In a phase Ib study, Genentech is examining the combination of atezolizumab with vemurafenib and cobimetinib in an expansion cohort of patients with BRAF-mutant metastatic melanoma who have experienced disease progression after receiving prior checkpoint inhibitor therapy (NCT01656642). The study, which is active but not recruiting participants, has an estimated completion date of November 2018, according to ClinicalTrials. gov. Meanwhile, MedImmune, which is part of AstraZeneca, is conducting a phase I/II study with a cohort in which participants received dabrafenib plus trametinib and durvalumab (Imfinzi), a PD-L1 inhibitor (NCT02027961). The trial also is active but no longer recruiting participants.Although the prospect of triplet therapy for patients with melanoma remains experimental, dual regimens have become the standard of care in recent years.

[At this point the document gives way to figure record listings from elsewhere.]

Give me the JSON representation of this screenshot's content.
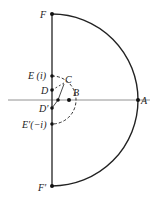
{
  "diagram": {
    "type": "contour",
    "labels": {
      "F": "F",
      "F_prime": "F′",
      "A": "A",
      "B": "B",
      "C": "C",
      "D": "D",
      "D_prime": "D′",
      "E": "E (i)",
      "E_prime": "E′(−i)"
    },
    "colors": {
      "stroke": "#222222",
      "axis": "#666666"
    }
  }
}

The combination of nivolumab plus ipilimumab was initially approved in October 2015 to treat patients with BRAF V600 wild-type, unresectable or metastatic melanoma, which was based on findings from the phase II CheckMate-069 study. This indication was expanded in January 2016 to include patients with BRAF V600 mutations.
In updated analyses presented at the 2017 American Association for Cancer Research Annual Meeting, the combination was associated with a 12% reduction in the risk of death versus nivolumab monotherapy in patients with treatment-naïve advanced melanoma. The median overall survival (OS) was not reached in the nivolumab/ipilimumab arm or for patients who received nivolumab alone and was 20 months for those who were treated with ipilimumab.4 Toxicities have been a concern with the combination. Grade 3/4 treatment-related adverse events were reported in 58.5% of patients in the combination arm, 20.8% in the nivolumab arm, and 27.7% in the ipilimumab arm.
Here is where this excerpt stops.